Good self-leadership is impossible without good self-awareness. Self-awareness is the emotional intelligence you need to understand how and why you react or respond the way you do in a situation, and then to understand how your behavior impacts those around you.

Self-aware leaders know their strengths and weaknesses. They don’t make excuses for them, and they don’t ignore them. They own them and seek to grow by finding good mentors and counselors.

Self-aware leaders also always evaluate what they need to “own” in every situation and what isn’t for them to internalize. Whether it’s a successful event or an unexpected problem, they’re seeking to first take ownership of how they contributed and then lead their team on to the next step.

Parker Palmer—writer, speaker, activist, and founder of the Center for Courage & Renewal in Seattle, Washington—reminds us that “Good leadership comes from people who have penetrated their own inner darkness and arrived at the place where we are at one with one another, people who can lead the rest of us to a place of ‘hidden wholeness’ because they have been there and know the way.”

Ask:

  • What are areas I’m weak in? strong in?
  • How do my strengths and weaknesses affect others on my team? What can I do to grow the positive impacts and correct the negative impacts?

The Self-Leadership Process

Self-leadership is the hard work that happens behind the scenes. It’s the effort that’ll sustain you as a leader. It’s an ongoing process that great leaders are committed to because they know and understand how their influence impacts the people they lead.

In ministry leadership, many of the people we lead are volunteers and therefore follow out of a passion for the vision. That passion will quickly wane under a poor leader—all the more reason why the commitment to being a leader people want to follow is essential.
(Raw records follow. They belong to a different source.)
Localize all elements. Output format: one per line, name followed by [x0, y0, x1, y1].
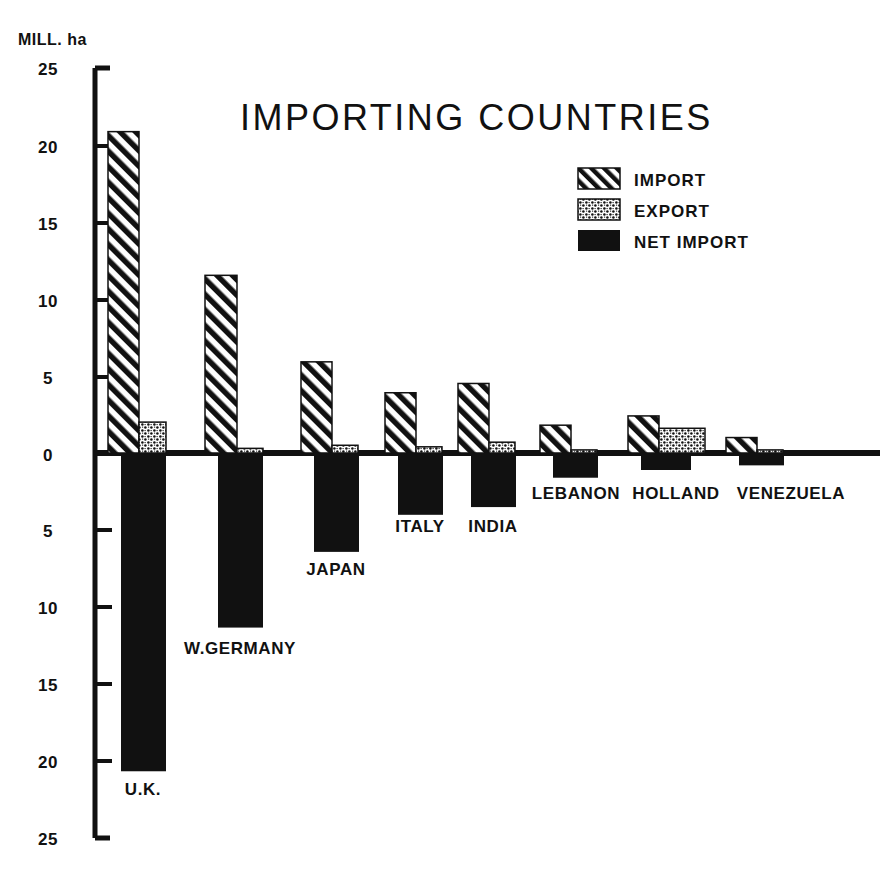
legend-swatch-export	[578, 199, 620, 220]
y-tick-label-10-bottom: 10	[38, 599, 58, 618]
bar-import-holland	[628, 416, 659, 453]
bar-net-import-w-germany	[218, 453, 263, 628]
y-tick-label-15-top: 15	[38, 215, 58, 234]
category-label-lebanon: LEBANON	[532, 484, 620, 503]
bar-export-lebanon	[571, 450, 597, 453]
category-label-venezuela: VENEZUELA	[737, 484, 845, 503]
y-tick-label-20-bottom: 20	[38, 753, 58, 772]
bar-export-u-k	[139, 422, 166, 453]
chart-container: MILL. ha IMPORTING COUNTRIES 25 20 15 10…	[0, 0, 888, 872]
bar-export-japan	[332, 445, 358, 453]
category-label-w-germany: W.GERMANY	[184, 639, 296, 658]
category-label-india: INDIA	[468, 517, 517, 536]
legend-swatch-import	[578, 168, 620, 189]
bar-import-w-germany	[205, 275, 237, 453]
bar-net-import-lebanon	[553, 453, 598, 478]
bar-import-italy	[385, 393, 416, 453]
y-tick-label-25-bottom: 25	[38, 830, 58, 849]
y-tick-label-10-top: 10	[38, 292, 58, 311]
y-tick-label-20-top: 20	[38, 138, 58, 157]
bar-import-u-k	[108, 132, 139, 453]
bar-net-import-japan	[314, 453, 359, 552]
bar-import-venezuela	[726, 438, 757, 453]
legend-label-export: EXPORT	[634, 202, 710, 221]
bar-import-lebanon	[540, 425, 571, 453]
bar-net-import-u-k	[121, 453, 166, 771]
chart-title: IMPORTING COUNTRIES	[240, 97, 713, 138]
y-tick-label-15-bottom: 15	[38, 676, 58, 695]
y-axis-unit-label: MILL. ha	[18, 31, 87, 48]
bar-net-import-italy	[398, 453, 443, 515]
bar-net-import-venezuela	[739, 453, 784, 465]
category-label-u-k: U.K.	[125, 780, 161, 799]
y-tick-label-0: 0	[43, 446, 53, 465]
y-tick-label-5-bottom: 5	[43, 522, 53, 541]
bar-net-import-holland	[641, 453, 691, 470]
bar-export-holland	[659, 428, 705, 453]
category-label-holland: HOLLAND	[632, 484, 719, 503]
y-tick-label-5-top: 5	[43, 369, 53, 388]
bar-export-italy	[416, 447, 442, 453]
category-label-japan: JAPAN	[306, 560, 365, 579]
legend-swatch-net-import	[578, 230, 620, 251]
category-label-italy: ITALY	[395, 517, 444, 536]
importing-countries-bar-chart: MILL. ha IMPORTING COUNTRIES 25 20 15 10…	[0, 0, 888, 872]
bar-export-w-germany	[237, 448, 263, 453]
bar-net-import-india	[471, 453, 516, 507]
legend-label-net-import: NET IMPORT	[634, 233, 749, 252]
legend-label-import: IMPORT	[634, 171, 706, 190]
bar-export-india	[489, 442, 515, 453]
bar-export-venezuela	[757, 450, 783, 453]
bar-import-japan	[301, 362, 332, 453]
y-tick-label-25-top: 25	[38, 60, 58, 79]
bar-import-india	[458, 383, 489, 453]
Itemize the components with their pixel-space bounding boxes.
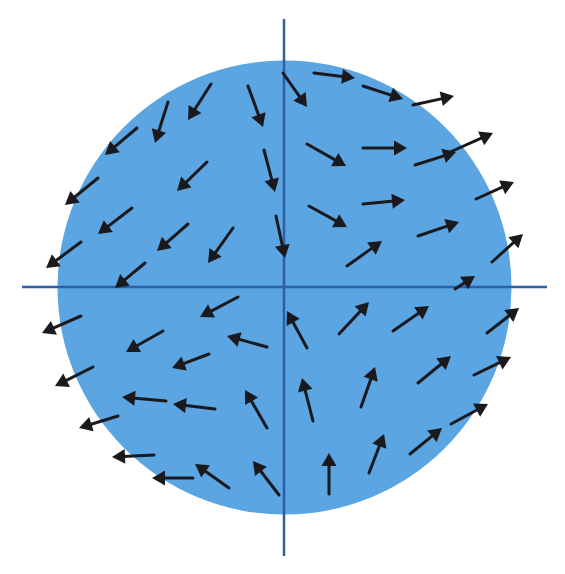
- diagram-canvas: [0, 0, 565, 574]
- vector-field-diagram: [0, 0, 565, 574]
- arrow-icon: [413, 91, 454, 106]
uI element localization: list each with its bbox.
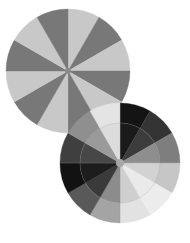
figure-root [0,0,190,243]
disc-lower-right [60,103,180,223]
disc-figure-svg [0,0,190,243]
disc-hub [116,159,124,167]
disc-hub [65,68,71,74]
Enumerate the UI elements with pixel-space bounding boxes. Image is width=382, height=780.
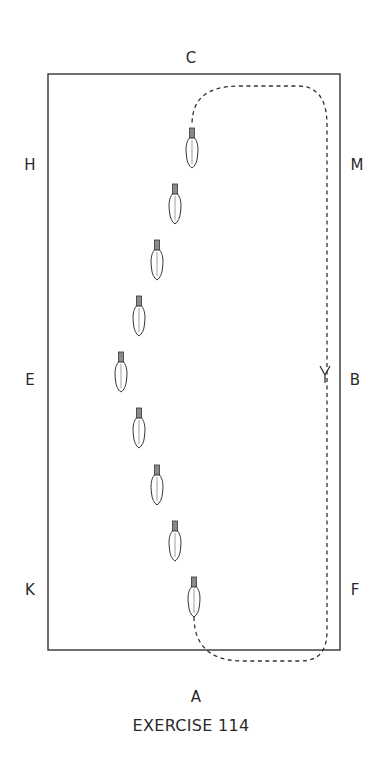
horse-icon: [169, 184, 181, 224]
horse-icon: [133, 408, 145, 448]
horse-markers: [115, 128, 200, 617]
marker-h: H: [20, 158, 40, 173]
direction-arrow-icon: [320, 366, 330, 383]
horse-icon: [115, 352, 127, 392]
horse-icon: [151, 240, 163, 280]
horse-icon: [169, 521, 181, 561]
marker-m: M: [347, 158, 367, 173]
marker-c: C: [181, 51, 201, 66]
horse-icon: [188, 577, 200, 617]
dashed-track-path: [192, 86, 327, 661]
horse-icon: [151, 465, 163, 505]
marker-b: B: [345, 373, 365, 388]
horse-icon: [133, 296, 145, 336]
arena-diagram: [0, 0, 382, 780]
marker-k: K: [20, 583, 40, 598]
exercise-title: EXERCISE 114: [0, 716, 382, 735]
marker-a: A: [186, 690, 206, 705]
horse-icon: [186, 128, 198, 168]
marker-e: E: [20, 373, 40, 388]
marker-f: F: [345, 583, 365, 598]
This journey of self-leadership isn’t easy, but it’s part of what equips you to be the leader God is calling you to be. As you recruit, develop, and train others, resist becoming so busy doing ministry that you neglect the self-leadership you need to sustain you.

Your God-given leadership strengths are a gift to you and to others. The church needs you to thrive so you can help others thrive. Lead yourself well so you can lead others better.

Jenni Catron served as the executive director of Cross Point Church, a multisite church in Nashville, Tennessee, for nine years. She is an author, speaker, and leadership expert.

This article was originally published on ChildrensMinistry.com, © Group Publishing, Inc.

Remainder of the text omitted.